Bleh. Thats no good.

The situation was resolved on paper. Pretty much the same way as o-ring erosion was 'resolved' by NASA before Challenger.
http://www.nrc.gov/reading-rm/doc-collections/nuregs/staff/sr0933/sec3/196.html
Furthermore, the behaviour of boral in the event of loss of coolant was not ever addressed.

I am referring to it as example of this sort of fault. Feynman explains why it is wrong much better than I can.

Yes, I've read that already. Again, I don't see anywhere saying HOW it was resolved, so how can we talk about it if we don't know. I'm not getting from the article that they just said it was good and continued on, so if that is what they did then that's not a good thing.


Well, it would be more like - I am not sure benefits outweight the costs. And I strongly disagree with those who are absolutely sure that benefits outweight the costs.
The problem with natural disasters is... that is plant failure when you are least ready to handle it. That's simultaneous plant failure. It is OK when you make 25..30% of electrical power with nuclear. It is not ok when you are approaching 80%. Simultaneous failures are very bad.

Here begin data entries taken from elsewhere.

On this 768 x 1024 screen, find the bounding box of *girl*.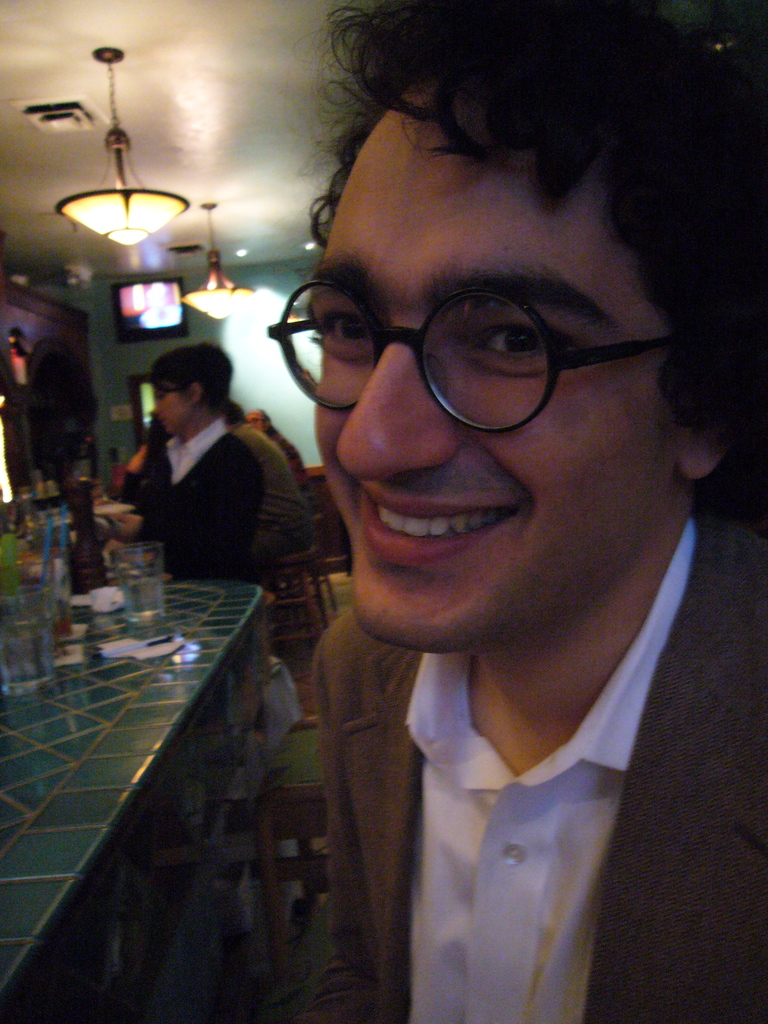
Bounding box: 138/344/310/672.
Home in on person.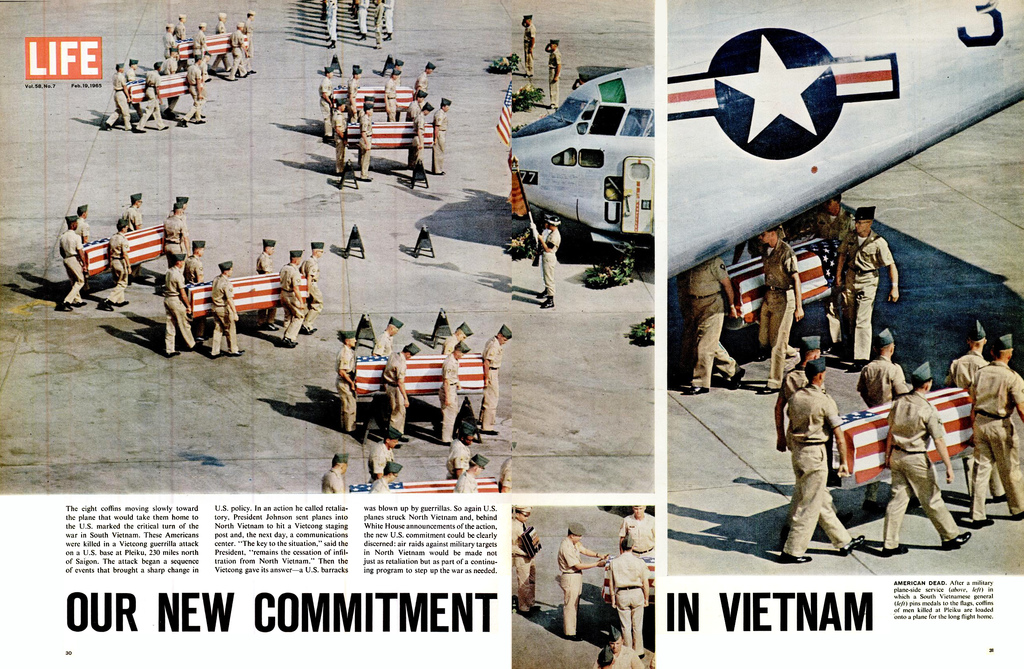
Homed in at 323/424/514/495.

But WHY do you disagree? What basis does your position come from? Other than your mistrust of course. Everything I have ever read points to FAR more injuries and deaths from every other form of power production we currently have. Do you disagree with that? Or are you saying that the POTENTIAL dangers outweigh the benefits? For me personally, if the data shows that nuclear power has caused few injuries and deaths, AND harmed the environment less, then why wouldn't I want us to use it?

Of course, all that is with the understanding that it CONTINUES to cause the least amount of harm overall.